Not too long after James Gunn and Peter Safran stepped up to lead DC Studios into the future, they were riffing about Supergirl. The Tom King comic series, “Supergirl: World of Tomorrow” was one of the ideas they were especially excited about, and Gunn had a very specific image in his head.
Josh O’Connor heard a quote once that said that Steven Spielberg was like “the director of every child’s imagination.” The British actor may not have grown up in a moviegoing family, but he was still very aware the Spielberg thing as a ’90s kid. It’s just in our psyche, O’Connor told The Associated Press in a recent interview.
Fresh off her triumphant turn in London as Eva PerĂ³n, Rachel Zegler is taking her Argentine first lady to Broadway.
Taylor Swift filed three new trademark applications with the U.S. Patent & Trademark Office, a move one legal expert theorizes it is to protect her voice and image from potential misuse through artificial intelligence.

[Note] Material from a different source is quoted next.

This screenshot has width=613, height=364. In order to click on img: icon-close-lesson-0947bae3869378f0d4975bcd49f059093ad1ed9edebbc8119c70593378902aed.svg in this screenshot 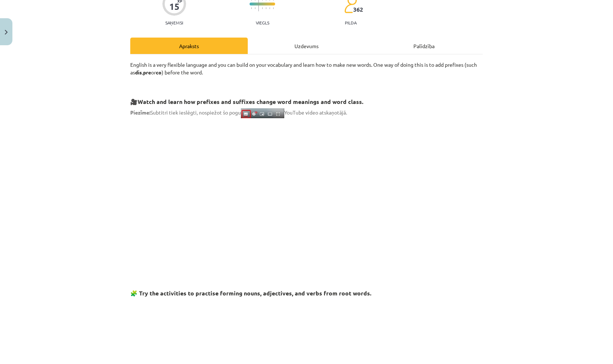, I will do `click(6, 32)`.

A man accused of pledging allegiance to the Islamic State group and plotting to attack one of superstar singer Taylor Swift’s concerts in Vienna nearly two years ago pleaded guilty as his trial began on Tuesday, his lawyer said.

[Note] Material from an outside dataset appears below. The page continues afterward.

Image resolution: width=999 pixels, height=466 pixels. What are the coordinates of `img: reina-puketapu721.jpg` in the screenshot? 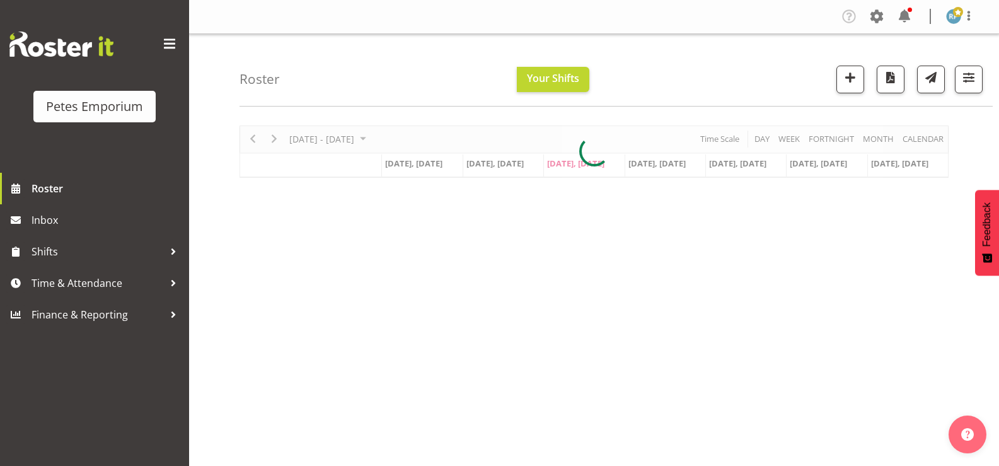 It's located at (953, 16).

Michael Jackson once sang “Don’t Stop ‘Til You Get Enough.” For fans of the King of Pop’s music, it’s words to live by: Streams of his catalog jumped 95% in the U.S. over the weekend when compared with the same dates the previous weekend.
Nedra Talley Ross, the last surviving member of the 1960s bee-hived pop band the Ronettes, who sang the enduring hits “Be My Baby,” “Baby I Love You” and “Walking in the Rain” alongside her cousins, has died. She was 80.
Get your heart pumpin’. She’ll make you “Sweat.” Such is the promise sung by the artist known as Melanie C, or Mel C and Sporty Spice of the game-changing ’90s girl group Spice Girls, in the lead single from her ninth album of the same name.
The movies always feel bigger in the summer. The budgets. The ambition. The names. The stakes. This summer, Hollywood has many of the regulars on the lineup: “Spider-Man,” “Minions,” “Star Wars” and “Toy Story.” But the most eagerly anticipated is not a superhero, toy, or franchise: It’s a 3,000-year-old epic poem.
A new book by Haruki Murakami will mark the first time a full-length novel by the Japanese author features a female main character and her pursuit of finding a way out of a bizarre world.